Now the word “perfect” is a very interesting word in the scriptures. In the New Testament it doesn’t always mean in its context to be flawless or sinless although that’s what we know of when it means the perfection of Christ, in a perfection of his plan for us. We know those things mean completely sinless and flawless in every way but there is another meaning to the word “teleios” in the Greek language that means to bring something to its goal or to its fulfillment. And what I want to present to you as we start this series together is that sometimes God allows some storms to come together in such a way that they fulfill something ultimately that would never have happened otherwise; that there is a plan. As hard as it is to see in the wind, as hard as it is to see in the waves, there really is a plan going on and somehow in it that whatever we’re going through we really do get to be a part of whether or not it will be a destructive storm or a perfect storm.
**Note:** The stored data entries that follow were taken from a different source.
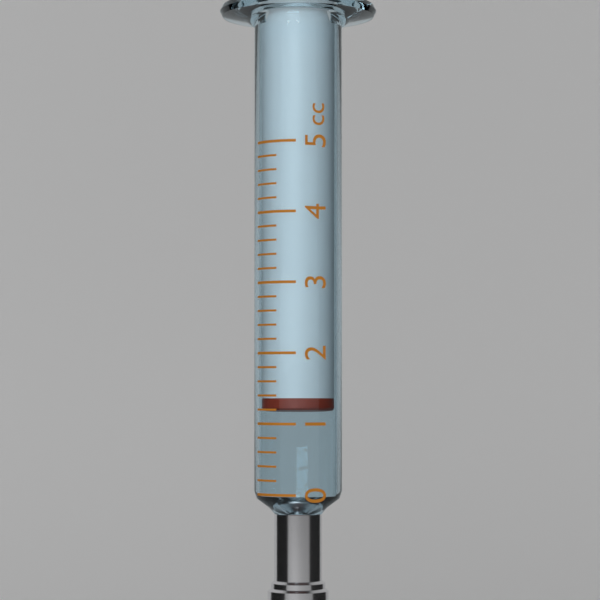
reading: 1.2 cc
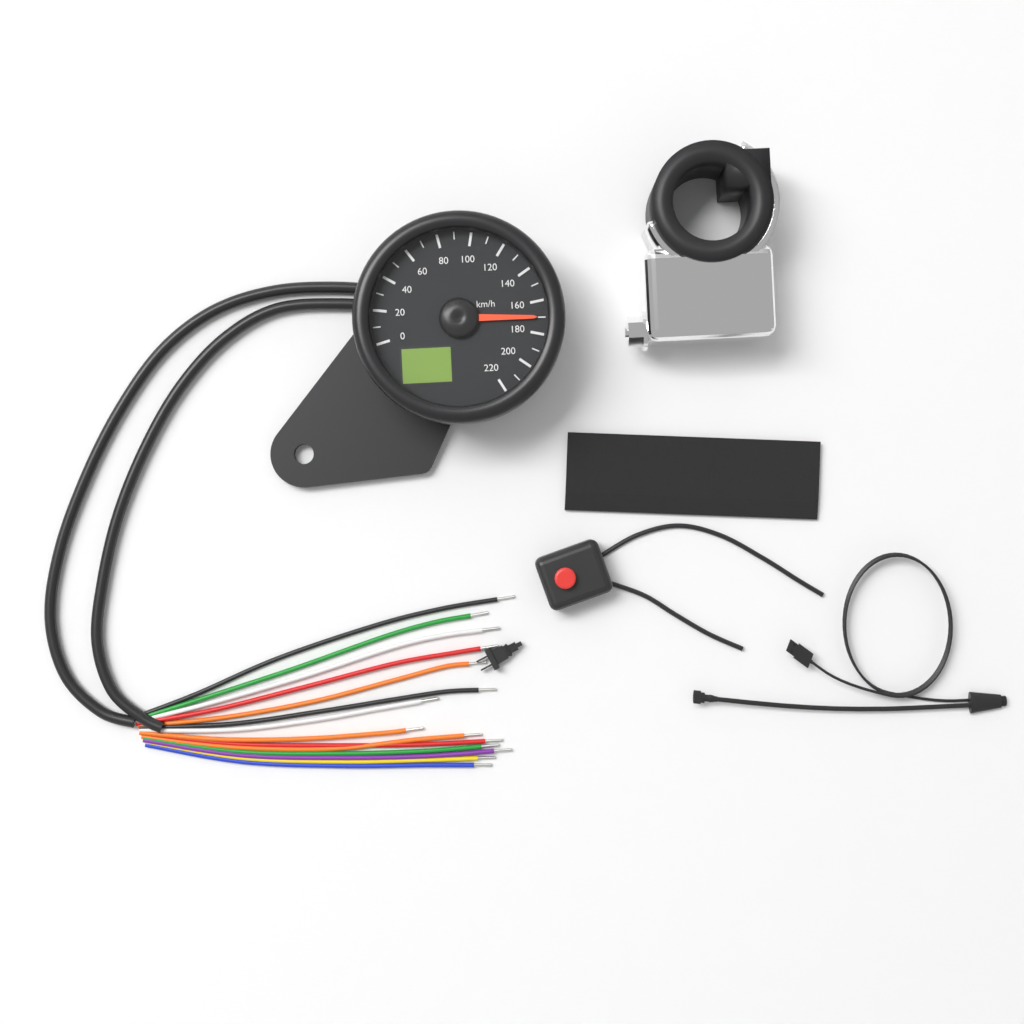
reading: 170 km/h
I thought it was so interesting about the Andrea Gail and The Perfect Storm back in 1991. It says, a quote out of the national weather forecasting, David Valley said this and I’m quoting, “This was truly an awesome example of nature trying to take advantage of everything she’s got.” Nature taking advantage of everything she’s got!
Well, I want to tell you something, we have something a whole lot worse than mother nature to deal with. We really do have an unseen enemy and powerful foes in invisible place and this is a war. It’s a war! And somehow we think that surely the enemy would have scruples enough not to hit us when we’re down. But that’s exactly where he looks. Exactly the spot where he goes to kick as hard as he can. So why on earth would God allow something like that to happen?
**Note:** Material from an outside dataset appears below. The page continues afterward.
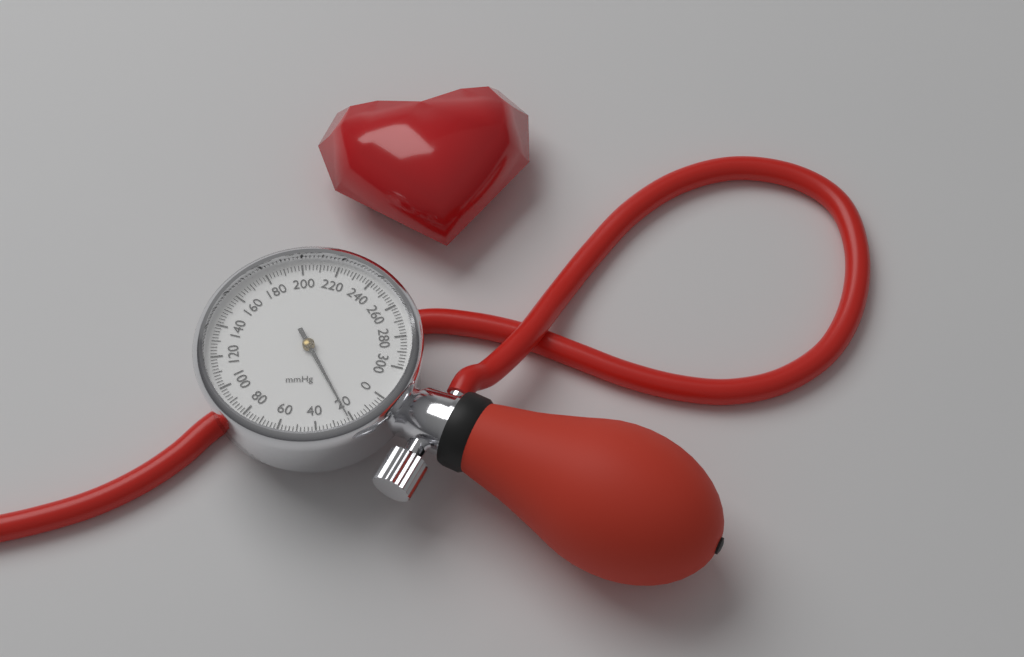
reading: 22 mmHg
I want you to look back because I think there’s – just as we get started – there’s this wonderful portion that just keeps speaking to me over and over again in verse 13. Look back at that verse. It says,
When a gentle south wind began to blow, they thought they had obtained what they wanted;
I just want to present to you that sometimes we really do think we have obtained what we wanted and God still has something for us we have yet to discover. Yes, he will let some winds blow and collide right where we’re standing to bring us to a place where we are no longer satisfied with what we had in him. But we know that there is a whole world of relationship to be had in Christ Jesus, far beyond anything this human realm could give us. We’ll think we just obtained what we wanted.
And it occurred it to me that so much in our material society we’ll talk about having a desire for too much when spiritually and scripturally speaking sometimes we are satisfied with way too little! And a storm comes along to blow everything that can be blown. As the book of Hebrews says, to shake everything that can be shaken so that which cannot be shaken will stand. It will stand!